- published: 13 Feb 2008
- views: 4001
The Potomac primary (named after the river that splits the region), also called Chesapeake Tuesday, the Beltway primary, and the Crabcake primary, is the confluence of three Democratic presidential primaries and three Republican presidential primaries that takes place after Super Tuesday.
The results on both sides were fairly unsurprising according to opinion polling, with both John McCain and Barack Obama winning by substantial margins. For Obama, however, the race had been significant as a major source of delegates in the close Democratic race, with him garnering a net gain of 50 delegates.
President Barack Obama is running unopposed.
Barack Hussein Obama II (i/bəˈrɑːk huːˈseɪn oʊˈbɑːmə/; born August 4, 1961) is the 44th and current President of the United States. He is the first African American to hold the office. In January 2005, Obama was sworn in as a U.S. Senator in the state of Illinois. He would hold this office until November 2008, when he resigned following his victory in the 2008 presidential election.
Born in Honolulu, Hawaii, Obama is a graduate of Columbia University and Harvard Law School, where he was the president of the Harvard Law Review. He was a community organizer in Chicago before earning his law degree. He worked as a civil rights attorney in Chicago and taught constitutional law at the University of Chicago Law School from 1992 to 2004. He served three terms representing the 13th District in the Illinois Senate from 1997 to 2004.

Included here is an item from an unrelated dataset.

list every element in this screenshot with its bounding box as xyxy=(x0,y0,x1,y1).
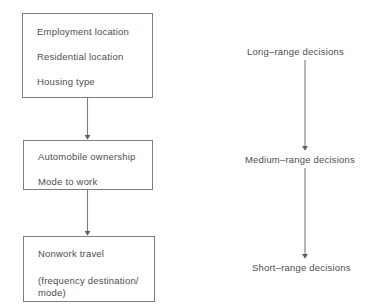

Following an unsuccessful bid against the Democratic incumbent for a seat in the United States House of Representatives in 2000, Obama ran for the United States Senate in 2004. Several events brought him to national attention during the campaign, including his victory in the March 2004 Illinois Democratic primary for the Senate election and his keynote address at the Democratic National Convention in July 2004. He won election to the U.S. Senate in Illinois in November 2004. His presidential campaign began in February 2007, and after a close campaign in the 2008 Democratic Party presidential primaries against Hillary Rodham Clinton, he won his party's nomination. In the 2008 presidential election, he defeated Republican nominee John McCain, and was inaugurated as president on January 20, 2009. Nine months later, Obama was named the 2009 Nobel Peace Prize laureate. In April 2011, he announced that he would be running for re-election in 2012.
Michael Dale "Mike" Huckabee (born August 24, 1955) is an American politician who served as the 44th Governor of Arkansas from 1996 to 2007. He was a candidate in the 2008 United States Republican presidential primaries, finishing second in delegate count and third in both popular vote and number of states won (behind both John McCain and Mitt Romney). He won the Iowa Republican caucuses. Huckabee exited the race as McCain became the presumptive Republican nominee after winning the delegate-rich winner-take-all states of Florida, California, and New York.
Huckabee is the author of several best selling books, an ordained Southern Baptistminister, musician and a public speaker. He is also an ABC Radio political commentator. He and his wife, Janet, have been married for over 37 years and have three grown children: John Mark, David, and Sarah. Janet Huckabee was an unsuccessful candidate for Arkansas Secretary of State in 2002.
Huckabee currently hosts the Fox News Channel talk show Huckabee. Starting April 2, 2012 he will host The Mike Huckabee Show from noon until 3 pm weekdays for Cumulus Media Networks.